As in the past few years, many of the bills specifically target trans people. “Transgender people across the country are enduring a historic and dangerous effort to control our bodies and our lives, fueled by extremist politics with the goal of erasing us from public life,” ACLU attorney Harper Seldin told The Hill.
“Taken together, these proposals are a blatant effort to deny transgender people the freedom to be ourselves at school, at work, and the support of the medical care many of us need to live,” he added. “We at the ACLU and our nationwide affiliate network stand ready to defend our freedoms and our families from this baseless assault.”
The bills introduced so far are largely in the South and Midwest. Some are in Republican-dominated states that have already passed anti-LGBTQ+ laws, such as Florida, Georgia, Mississippi, Kentucky, Tennessee, Iowa, and Missouri. Others, however, are in Democratic-governed states where they have little chance of passage, such as Illinois, Minnesota, and Washington.

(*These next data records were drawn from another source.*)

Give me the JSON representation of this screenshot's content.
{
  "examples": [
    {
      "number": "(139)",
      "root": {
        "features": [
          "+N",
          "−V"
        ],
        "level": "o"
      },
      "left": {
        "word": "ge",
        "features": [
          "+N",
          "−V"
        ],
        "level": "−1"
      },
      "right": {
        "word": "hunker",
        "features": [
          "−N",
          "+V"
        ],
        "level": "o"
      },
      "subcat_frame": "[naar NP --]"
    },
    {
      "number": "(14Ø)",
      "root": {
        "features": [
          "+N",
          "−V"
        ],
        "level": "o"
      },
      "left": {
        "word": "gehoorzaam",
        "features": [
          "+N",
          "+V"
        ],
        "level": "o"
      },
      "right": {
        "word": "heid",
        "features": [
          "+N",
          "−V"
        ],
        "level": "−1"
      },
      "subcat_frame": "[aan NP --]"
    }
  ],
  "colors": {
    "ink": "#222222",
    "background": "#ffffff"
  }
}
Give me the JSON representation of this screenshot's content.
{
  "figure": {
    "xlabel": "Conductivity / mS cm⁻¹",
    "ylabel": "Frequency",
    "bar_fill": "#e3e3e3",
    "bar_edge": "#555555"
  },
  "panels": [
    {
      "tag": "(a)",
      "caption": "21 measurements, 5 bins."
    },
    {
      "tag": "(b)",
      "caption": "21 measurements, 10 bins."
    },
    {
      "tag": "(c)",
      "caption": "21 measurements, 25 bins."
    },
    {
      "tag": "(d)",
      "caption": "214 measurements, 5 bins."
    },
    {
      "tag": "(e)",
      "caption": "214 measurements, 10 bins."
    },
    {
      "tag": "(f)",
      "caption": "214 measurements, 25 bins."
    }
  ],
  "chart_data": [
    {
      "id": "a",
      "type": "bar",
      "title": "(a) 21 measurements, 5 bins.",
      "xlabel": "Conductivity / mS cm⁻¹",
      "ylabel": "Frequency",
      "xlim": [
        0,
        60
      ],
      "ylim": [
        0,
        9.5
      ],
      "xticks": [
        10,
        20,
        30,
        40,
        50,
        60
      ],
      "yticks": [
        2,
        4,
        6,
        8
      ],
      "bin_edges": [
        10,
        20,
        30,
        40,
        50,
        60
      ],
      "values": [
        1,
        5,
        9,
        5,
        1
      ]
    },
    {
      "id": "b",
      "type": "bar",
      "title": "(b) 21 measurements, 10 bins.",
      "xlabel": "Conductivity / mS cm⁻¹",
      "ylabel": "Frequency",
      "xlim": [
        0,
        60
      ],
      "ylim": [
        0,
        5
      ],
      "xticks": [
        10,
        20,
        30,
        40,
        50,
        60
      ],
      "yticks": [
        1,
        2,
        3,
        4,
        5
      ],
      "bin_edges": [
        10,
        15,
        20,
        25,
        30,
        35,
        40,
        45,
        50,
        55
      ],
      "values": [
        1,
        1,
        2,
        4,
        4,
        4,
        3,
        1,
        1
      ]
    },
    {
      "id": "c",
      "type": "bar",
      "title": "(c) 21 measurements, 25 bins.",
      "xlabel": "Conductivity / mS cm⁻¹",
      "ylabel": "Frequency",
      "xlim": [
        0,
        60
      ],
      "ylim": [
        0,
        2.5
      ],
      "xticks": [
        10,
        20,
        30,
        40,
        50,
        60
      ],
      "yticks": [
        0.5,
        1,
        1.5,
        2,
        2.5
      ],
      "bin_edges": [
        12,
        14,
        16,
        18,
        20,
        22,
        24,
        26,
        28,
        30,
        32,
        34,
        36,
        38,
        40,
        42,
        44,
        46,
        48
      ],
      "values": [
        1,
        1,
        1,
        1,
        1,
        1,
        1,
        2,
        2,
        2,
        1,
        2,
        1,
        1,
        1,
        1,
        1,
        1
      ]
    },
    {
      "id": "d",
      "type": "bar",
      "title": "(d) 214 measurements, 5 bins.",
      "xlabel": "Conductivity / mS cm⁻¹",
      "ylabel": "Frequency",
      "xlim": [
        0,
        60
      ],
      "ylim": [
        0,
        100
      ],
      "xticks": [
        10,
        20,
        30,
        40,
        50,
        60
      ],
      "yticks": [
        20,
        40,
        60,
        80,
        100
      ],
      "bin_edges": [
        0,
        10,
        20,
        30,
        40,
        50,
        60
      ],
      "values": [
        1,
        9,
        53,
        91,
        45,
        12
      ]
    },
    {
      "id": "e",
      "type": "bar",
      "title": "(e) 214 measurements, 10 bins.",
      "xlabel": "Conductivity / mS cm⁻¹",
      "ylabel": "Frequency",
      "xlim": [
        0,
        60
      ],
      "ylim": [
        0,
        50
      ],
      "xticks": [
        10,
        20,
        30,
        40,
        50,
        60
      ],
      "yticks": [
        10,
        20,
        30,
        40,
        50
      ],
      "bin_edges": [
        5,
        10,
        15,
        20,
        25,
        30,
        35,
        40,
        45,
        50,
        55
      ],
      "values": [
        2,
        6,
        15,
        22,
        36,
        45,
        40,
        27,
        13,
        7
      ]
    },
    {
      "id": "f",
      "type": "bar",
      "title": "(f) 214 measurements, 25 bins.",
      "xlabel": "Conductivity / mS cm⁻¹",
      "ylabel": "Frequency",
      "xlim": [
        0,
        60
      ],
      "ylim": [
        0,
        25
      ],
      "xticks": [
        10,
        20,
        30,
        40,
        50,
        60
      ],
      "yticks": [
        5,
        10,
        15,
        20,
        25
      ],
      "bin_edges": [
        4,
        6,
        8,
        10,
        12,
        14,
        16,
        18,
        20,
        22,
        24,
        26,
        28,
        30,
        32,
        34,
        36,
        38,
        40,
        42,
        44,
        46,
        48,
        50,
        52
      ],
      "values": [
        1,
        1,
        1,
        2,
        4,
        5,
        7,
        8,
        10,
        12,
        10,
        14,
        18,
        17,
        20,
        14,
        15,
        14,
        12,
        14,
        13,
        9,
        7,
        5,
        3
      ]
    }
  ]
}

But even when such bills do not pass, they do harm, the ACLU points out, as debate over them is marked by hateful rhetoric. Young LGBTQ+ people feel particularly threatened, as indicated by a Trevor Project study last year.
“The ACLU will not stop speaking out against these cruel attacks nationwide,” the organization vowed in a statement on its website. “LGBTQ people have a right to live in safety, to thrive, and to be treated with dignity.”